My understanding of bounded context in domain driven design is this: that rather than trying to construct an enterprise-wide model or ontology, a team should focus on the view of the world that they need for the functionality they support and not get worried about creating needless consistency with the views of other teams.

This seems to me a valuable and practical idea. The lens of concept design would refine it, and suggest that you don’t create a specific concept for your own team when a standard one that is already well understood will suffice, and will be consistent with everyone else’s. For example, if your team builds an app for buying movie tickets as part of a larger movie distribution company, you wouldn’t want to invent new concepts for Movie (use IMDB?), Ticket, Payment, etc. Once you start to identify concepts, there will be less and less of the data model left to specialize, so perhaps concepts help you identify the parts of the context that actually need to be bounded.

Hinton’s contexts are more about the different and sometimes incompatible experiences that users have as they move through the world. The connection between these two notions is indeed interesting. Could it be that the kind of conceptual confusion that Hinton reports (eg, when our hapless air traveller tries to understand whether their SkyMiles award status will give them access to a fast lane in the airport) would be reduced if the contexts of those developments were less bounded?

It’d be great to get Eric’s take on this!
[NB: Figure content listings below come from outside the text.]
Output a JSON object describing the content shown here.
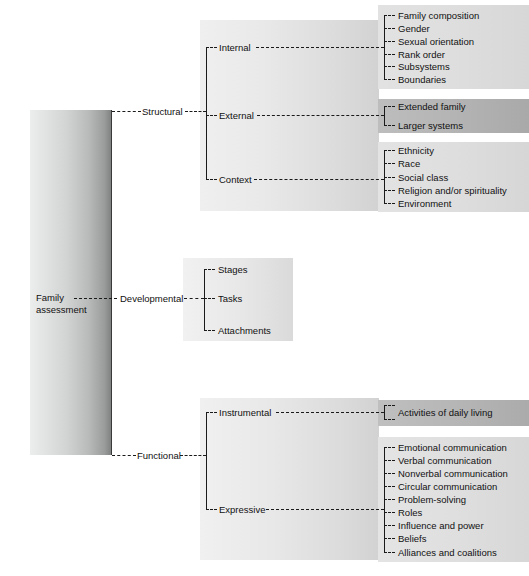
{
  "diagram": {
    "title": "Family assessment",
    "root": {
      "label": "Family assessment"
    },
    "branches": [
      {
        "id": "structural",
        "label": "Structural",
        "children": [
          {
            "id": "internal",
            "label": "Internal",
            "leaves": [
              "Family composition",
              "Gender",
              "Sexual orientation",
              "Rank order",
              "Subsystems",
              "Boundaries"
            ]
          },
          {
            "id": "external",
            "label": "External",
            "leaves": [
              "Extended family",
              "Larger systems"
            ]
          },
          {
            "id": "context",
            "label": "Context",
            "leaves": [
              "Ethnicity",
              "Race",
              "Social class",
              "Religion and/or spirituality",
              "Environment"
            ]
          }
        ]
      },
      {
        "id": "developmental",
        "label": "Developmental",
        "children": [
          {
            "id": "stages",
            "label": "Stages",
            "leaves": []
          },
          {
            "id": "tasks",
            "label": "Tasks",
            "leaves": []
          },
          {
            "id": "attachments",
            "label": "Attachments",
            "leaves": []
          }
        ]
      },
      {
        "id": "functional",
        "label": "Functional",
        "children": [
          {
            "id": "instrumental",
            "label": "Instrumental",
            "leaves": [
              "Activities of daily living"
            ]
          },
          {
            "id": "expressive",
            "label": "Expressive",
            "leaves": [
              "Emotional communication",
              "Verbal communication",
              "Nonverbal communication",
              "Circular communication",
              "Problem-solving",
              "Roles",
              "Influence and power",
              "Beliefs",
              "Alliances and coalitions"
            ]
          }
        ]
      }
    ]
  },
  "colors": {
    "line": "#1a1a1a",
    "text": "#111111",
    "panel_light": "#e9e9e9",
    "panel_dark": "#b4b4b4",
    "background": "#ffffff"
  }
}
Maybe you can ask him to chime in and set us right here :-).

I have a physical world example of overlapping contexts. My company conducted a fire drill. I knew it was a fire drill. When the alarm went off, I was near a fire exit that I could only use if I broke a glass tube. I wasn’t sure whether to break the glass or not. I decided to break it.

Wow, @winter! How did they react to that?

Can you help explain more – what are the overlapping contexts here?

I mentioned it to my manager, and he was fine about it and “let somebody know”. Nobody else said anything to me about it, and the next time I looked (a few days later) the glass had been replaced. When I exited, I found that the door shut behind me in a way that made it impossible to open from the outside. Some of the overlapping contexts were different policies that I was supposed to abide by. I was supposed to protect the physical infrastructure of our site (e.g. not leave a door unlocked such that someone malicious could get in) and also respect the fire drill (e.g. exit the building calmly and quickly).

Some questions I asked myself were: Does a fire drill count as an “emergency”? What are the security implications to our building of opening this door? Will I get in trouble? How expensive will it be to replace the glass tube? Would I get in trouble for not smashing the tube and/or not using the nearest fire exit? Would it be good for me (and the organisation) to test this exit? Could I hurt myself breaking the glass?

I decided to break the glass because I felt that I could explain my reasons for doing so, I didn’t think I’d hurt myself, I thought the exit should be tested, and for my personal interest I wanted to see how (and if) the exit worked. I can also admit that it was thrilling to have a reason to (literally) break the normal conventions.